**Task objective**
Every line of the data must be retyped exactly as it stands.

**Data for analysis**

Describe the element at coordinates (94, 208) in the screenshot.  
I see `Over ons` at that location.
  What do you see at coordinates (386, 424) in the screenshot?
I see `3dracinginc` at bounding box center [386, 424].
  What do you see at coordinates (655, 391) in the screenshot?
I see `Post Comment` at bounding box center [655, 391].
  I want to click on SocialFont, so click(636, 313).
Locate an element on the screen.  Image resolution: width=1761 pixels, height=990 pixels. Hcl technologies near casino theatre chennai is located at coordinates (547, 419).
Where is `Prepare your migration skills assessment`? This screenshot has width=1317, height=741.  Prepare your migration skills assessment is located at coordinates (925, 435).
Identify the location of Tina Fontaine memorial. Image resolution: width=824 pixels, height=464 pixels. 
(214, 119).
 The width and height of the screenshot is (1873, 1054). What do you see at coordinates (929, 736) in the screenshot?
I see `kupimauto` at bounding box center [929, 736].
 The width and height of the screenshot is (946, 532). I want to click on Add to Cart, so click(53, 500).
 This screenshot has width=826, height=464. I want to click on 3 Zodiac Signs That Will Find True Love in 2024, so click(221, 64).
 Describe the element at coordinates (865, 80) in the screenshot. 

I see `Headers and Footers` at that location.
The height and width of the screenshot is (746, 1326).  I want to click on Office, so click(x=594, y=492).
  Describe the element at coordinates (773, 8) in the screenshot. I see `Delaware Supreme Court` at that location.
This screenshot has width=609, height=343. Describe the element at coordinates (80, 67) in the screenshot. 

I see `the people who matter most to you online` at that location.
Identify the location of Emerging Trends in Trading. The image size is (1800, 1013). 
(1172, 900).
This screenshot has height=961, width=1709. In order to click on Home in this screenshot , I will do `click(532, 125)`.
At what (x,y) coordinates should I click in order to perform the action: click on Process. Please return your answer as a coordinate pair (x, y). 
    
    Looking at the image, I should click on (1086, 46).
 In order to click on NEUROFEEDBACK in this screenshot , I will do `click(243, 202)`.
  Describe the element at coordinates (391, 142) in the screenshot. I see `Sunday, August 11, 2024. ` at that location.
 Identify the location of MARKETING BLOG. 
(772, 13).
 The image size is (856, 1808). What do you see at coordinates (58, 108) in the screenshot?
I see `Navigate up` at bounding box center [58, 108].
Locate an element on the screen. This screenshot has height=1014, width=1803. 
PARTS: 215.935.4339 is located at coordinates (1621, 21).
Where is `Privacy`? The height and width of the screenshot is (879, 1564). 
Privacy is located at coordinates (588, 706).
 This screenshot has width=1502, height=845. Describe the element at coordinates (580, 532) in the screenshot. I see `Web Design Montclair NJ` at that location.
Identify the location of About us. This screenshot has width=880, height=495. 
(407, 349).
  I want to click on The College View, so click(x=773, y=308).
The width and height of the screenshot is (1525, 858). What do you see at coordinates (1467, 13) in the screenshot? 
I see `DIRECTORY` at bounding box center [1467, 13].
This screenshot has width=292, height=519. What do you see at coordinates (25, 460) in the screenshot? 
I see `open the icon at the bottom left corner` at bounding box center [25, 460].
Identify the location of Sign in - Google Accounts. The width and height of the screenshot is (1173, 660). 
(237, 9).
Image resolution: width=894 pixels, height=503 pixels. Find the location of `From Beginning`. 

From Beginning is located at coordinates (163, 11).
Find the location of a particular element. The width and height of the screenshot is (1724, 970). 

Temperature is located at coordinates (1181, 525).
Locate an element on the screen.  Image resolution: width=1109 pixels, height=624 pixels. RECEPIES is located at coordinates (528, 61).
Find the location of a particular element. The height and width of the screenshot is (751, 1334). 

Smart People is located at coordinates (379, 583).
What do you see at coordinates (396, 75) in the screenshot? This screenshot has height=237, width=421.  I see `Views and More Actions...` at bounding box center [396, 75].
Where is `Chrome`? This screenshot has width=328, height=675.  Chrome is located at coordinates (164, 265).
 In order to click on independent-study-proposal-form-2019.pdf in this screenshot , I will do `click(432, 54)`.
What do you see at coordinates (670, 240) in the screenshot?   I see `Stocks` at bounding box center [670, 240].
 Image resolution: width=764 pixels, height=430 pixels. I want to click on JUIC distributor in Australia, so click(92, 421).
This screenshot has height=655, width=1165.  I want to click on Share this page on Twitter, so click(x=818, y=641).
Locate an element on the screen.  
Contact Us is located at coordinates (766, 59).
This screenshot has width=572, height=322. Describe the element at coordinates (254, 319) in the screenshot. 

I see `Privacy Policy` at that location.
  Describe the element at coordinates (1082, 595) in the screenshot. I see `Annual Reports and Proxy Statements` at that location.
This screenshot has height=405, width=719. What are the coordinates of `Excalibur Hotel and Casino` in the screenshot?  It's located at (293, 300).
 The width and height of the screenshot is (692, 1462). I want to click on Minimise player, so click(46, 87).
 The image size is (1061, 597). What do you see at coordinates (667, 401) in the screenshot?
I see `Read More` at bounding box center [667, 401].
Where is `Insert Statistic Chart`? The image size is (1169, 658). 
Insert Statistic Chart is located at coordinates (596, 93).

**Result for this exercise**
Describe the element at coordinates (94, 208) in the screenshot.  
I see `Over ons` at that location.
  What do you see at coordinates (386, 424) in the screenshot?
I see `3dracinginc` at bounding box center [386, 424].
  What do you see at coordinates (655, 391) in the screenshot?
I see `Post Comment` at bounding box center [655, 391].
  I want to click on SocialFont, so click(636, 313).
Locate an element on the screen.  Image resolution: width=1761 pixels, height=990 pixels. Hcl technologies near casino theatre chennai is located at coordinates (547, 419).
Where is `Prepare your migration skills assessment`? This screenshot has width=1317, height=741.  Prepare your migration skills assessment is located at coordinates (925, 435).
Identify the location of Tina Fontaine memorial. Image resolution: width=824 pixels, height=464 pixels. 
(214, 119).
 The width and height of the screenshot is (1873, 1054). What do you see at coordinates (929, 736) in the screenshot?
I see `kupimauto` at bounding box center [929, 736].
 The width and height of the screenshot is (946, 532). I want to click on Add to Cart, so click(53, 500).
 This screenshot has width=826, height=464. I want to click on 3 Zodiac Signs That Will Find True Love in 2024, so click(221, 64).
 Describe the element at coordinates (865, 80) in the screenshot. 

I see `Headers and Footers` at that location.
The height and width of the screenshot is (746, 1326).  I want to click on Office, so click(x=594, y=492).
  Describe the element at coordinates (773, 8) in the screenshot. I see `Delaware Supreme Court` at that location.
This screenshot has width=609, height=343. Describe the element at coordinates (80, 67) in the screenshot. 

I see `the people who matter most to you online` at that location.
Identify the location of Emerging Trends in Trading. The image size is (1800, 1013). 
(1172, 900).
This screenshot has height=961, width=1709. In order to click on Home in this screenshot , I will do `click(532, 125)`.
At what (x,y) coordinates should I click in order to perform the action: click on Process. Please return your answer as a coordinate pair (x, y). 
    
    Looking at the image, I should click on (1086, 46).
 In order to click on NEUROFEEDBACK in this screenshot , I will do `click(243, 202)`.
  Describe the element at coordinates (391, 142) in the screenshot. I see `Sunday, August 11, 2024. ` at that location.
 Identify the location of MARKETING BLOG. 
(772, 13).
 The image size is (856, 1808). What do you see at coordinates (58, 108) in the screenshot?
I see `Navigate up` at bounding box center [58, 108].
Locate an element on the screen. This screenshot has height=1014, width=1803. 
PARTS: 215.935.4339 is located at coordinates (1621, 21).
Where is `Privacy`? The height and width of the screenshot is (879, 1564). 
Privacy is located at coordinates (588, 706).
 This screenshot has width=1502, height=845. Describe the element at coordinates (580, 532) in the screenshot. I see `Web Design Montclair NJ` at that location.
Identify the location of About us. This screenshot has width=880, height=495. 
(407, 349).
  I want to click on The College View, so click(x=773, y=308).
The width and height of the screenshot is (1525, 858). What do you see at coordinates (1467, 13) in the screenshot? 
I see `DIRECTORY` at bounding box center [1467, 13].
This screenshot has width=292, height=519. What do you see at coordinates (25, 460) in the screenshot? 
I see `open the icon at the bottom left corner` at bounding box center [25, 460].
Identify the location of Sign in - Google Accounts. The width and height of the screenshot is (1173, 660). 
(237, 9).
Image resolution: width=894 pixels, height=503 pixels. Find the location of `From Beginning`. 

From Beginning is located at coordinates (163, 11).
Find the location of a particular element. The width and height of the screenshot is (1724, 970). 

Temperature is located at coordinates (1181, 525).
Locate an element on the screen.  Image resolution: width=1109 pixels, height=624 pixels. RECEPIES is located at coordinates (528, 61).
Find the location of a particular element. The height and width of the screenshot is (751, 1334). 

Smart People is located at coordinates (379, 583).
What do you see at coordinates (396, 75) in the screenshot? This screenshot has height=237, width=421.  I see `Views and More Actions...` at bounding box center [396, 75].
Where is `Chrome`? This screenshot has width=328, height=675.  Chrome is located at coordinates (164, 265).
 In order to click on independent-study-proposal-form-2019.pdf in this screenshot , I will do `click(432, 54)`.
What do you see at coordinates (670, 240) in the screenshot?   I see `Stocks` at bounding box center [670, 240].
 Image resolution: width=764 pixels, height=430 pixels. I want to click on JUIC distributor in Australia, so click(92, 421).
This screenshot has height=655, width=1165.  I want to click on Share this page on Twitter, so click(x=818, y=641).
Locate an element on the screen.  
Contact Us is located at coordinates (766, 59).
This screenshot has width=572, height=322. Describe the element at coordinates (254, 319) in the screenshot. 

I see `Privacy Policy` at that location.
  Describe the element at coordinates (1082, 595) in the screenshot. I see `Annual Reports and Proxy Statements` at that location.
This screenshot has height=405, width=719. What are the coordinates of `Excalibur Hotel and Casino` in the screenshot?  It's located at (293, 300).
 The width and height of the screenshot is (692, 1462). I want to click on Minimise player, so click(46, 87).
 The image size is (1061, 597). What do you see at coordinates (667, 401) in the screenshot?
I see `Read More` at bounding box center [667, 401].
Where is `Insert Statistic Chart`? The image size is (1169, 658). 
Insert Statistic Chart is located at coordinates (596, 93).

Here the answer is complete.